**TASK DETAILS**
Only the lines from the one containing "is (868, 454)." through the final line below belong in the output, copied exactly and without pictures.

**DATA FOR REVIEW**
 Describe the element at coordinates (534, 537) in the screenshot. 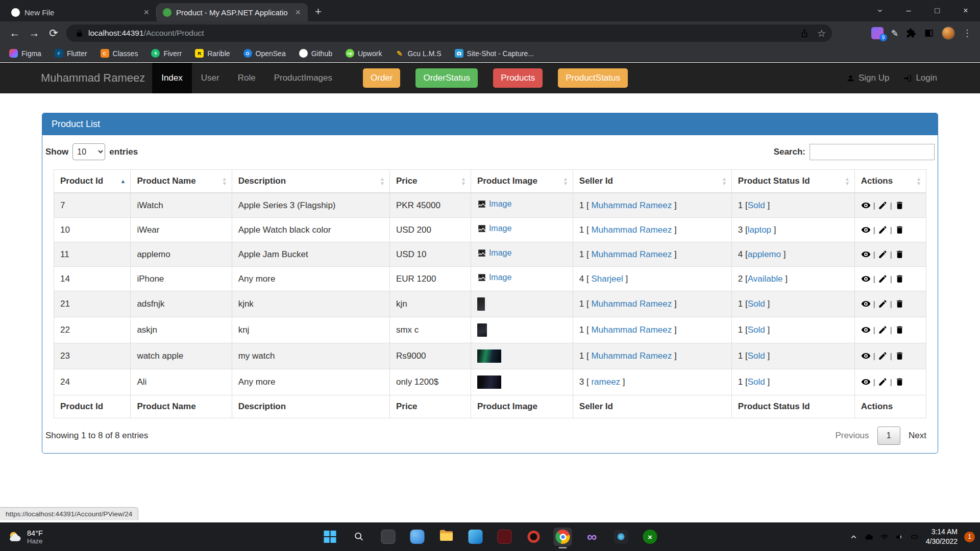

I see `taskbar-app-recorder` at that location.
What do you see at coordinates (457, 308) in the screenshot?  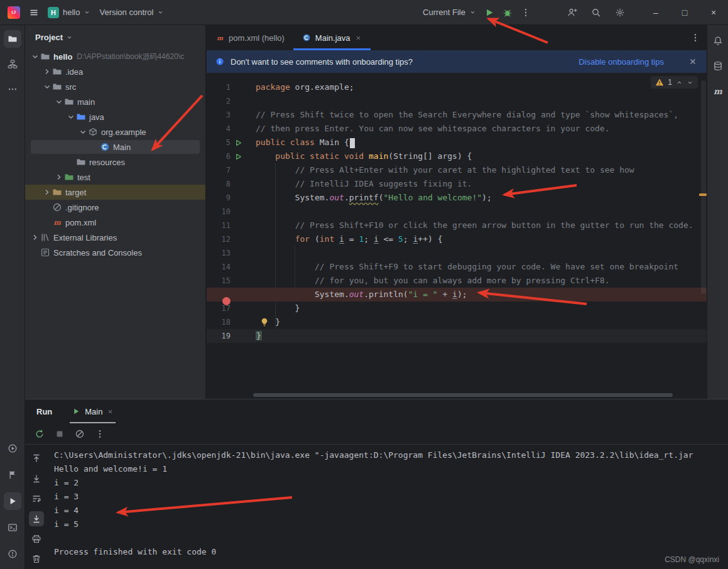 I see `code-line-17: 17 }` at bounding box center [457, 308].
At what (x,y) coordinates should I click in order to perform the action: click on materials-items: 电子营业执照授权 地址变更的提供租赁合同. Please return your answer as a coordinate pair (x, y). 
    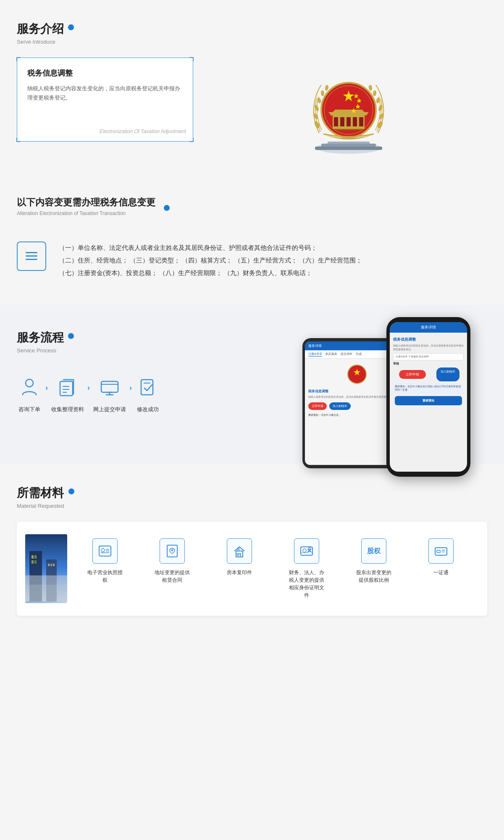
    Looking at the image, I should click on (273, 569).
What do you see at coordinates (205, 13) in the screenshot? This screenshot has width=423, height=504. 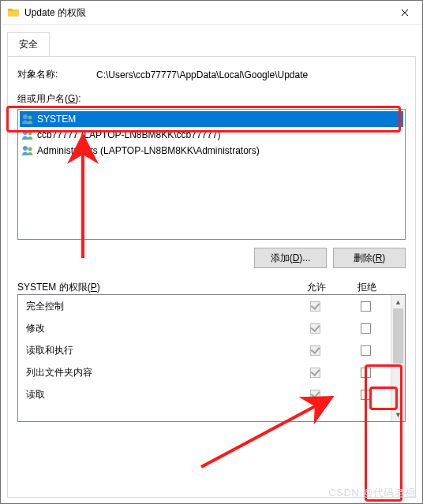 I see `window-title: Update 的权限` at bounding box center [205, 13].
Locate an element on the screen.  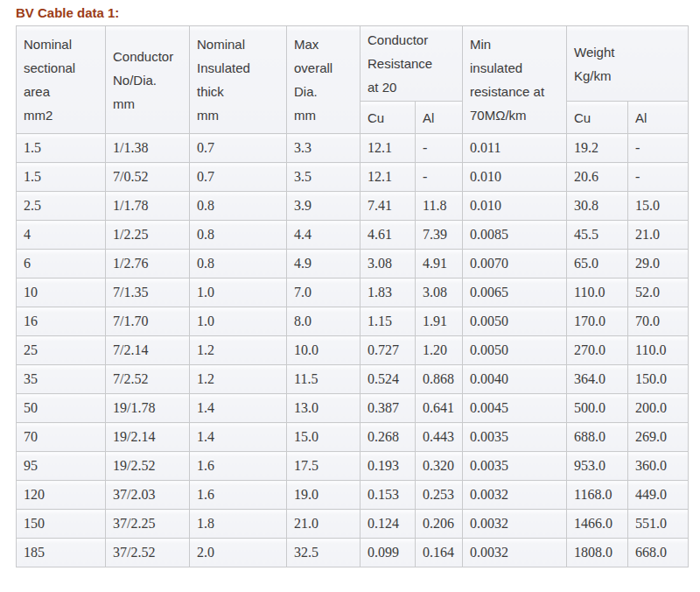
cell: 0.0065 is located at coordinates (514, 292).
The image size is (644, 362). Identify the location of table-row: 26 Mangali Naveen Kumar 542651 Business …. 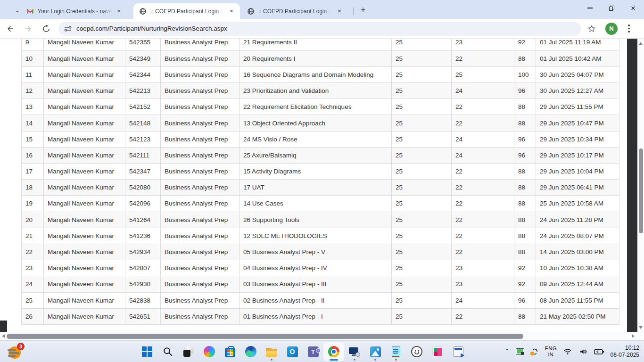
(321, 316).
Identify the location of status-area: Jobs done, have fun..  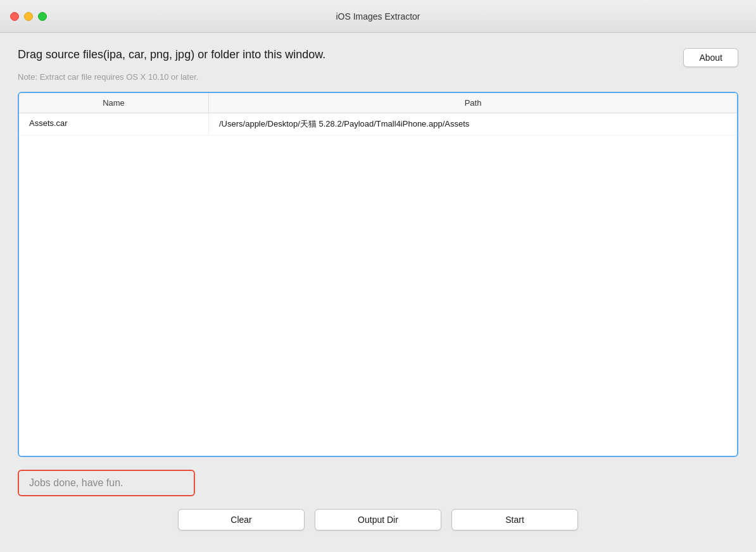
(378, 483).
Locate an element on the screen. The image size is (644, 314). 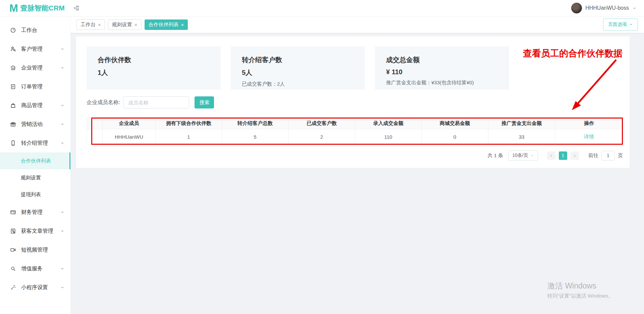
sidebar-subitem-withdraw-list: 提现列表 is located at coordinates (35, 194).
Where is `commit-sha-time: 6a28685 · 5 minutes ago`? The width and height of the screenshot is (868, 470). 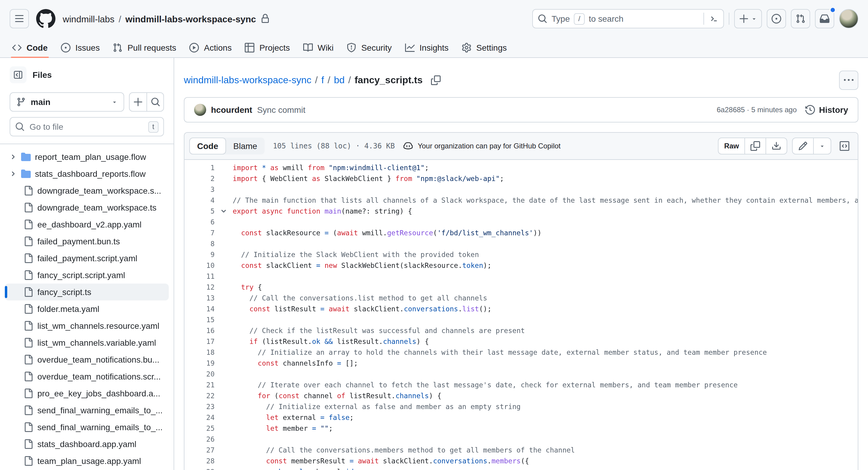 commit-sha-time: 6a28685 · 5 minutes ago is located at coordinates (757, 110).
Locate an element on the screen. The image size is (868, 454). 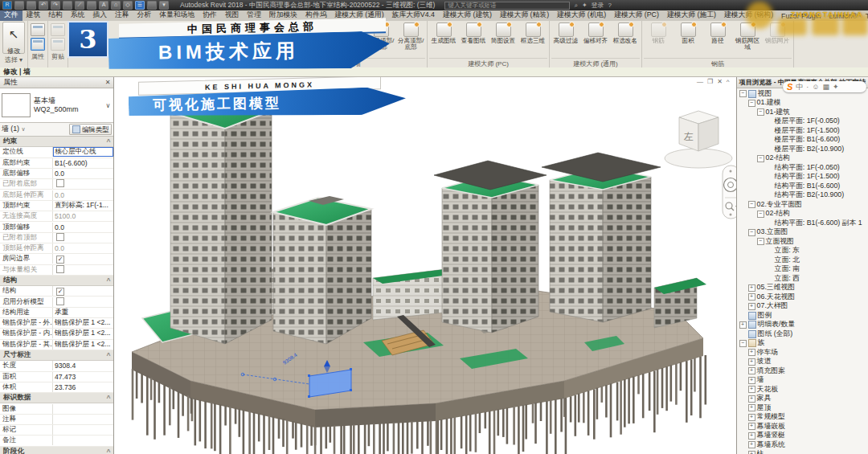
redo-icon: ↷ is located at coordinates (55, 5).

**EXPECTED ANSWER**
Locate an element on the screen. The image size is (868, 454). 
redo-icon: ↷ is located at coordinates (55, 5).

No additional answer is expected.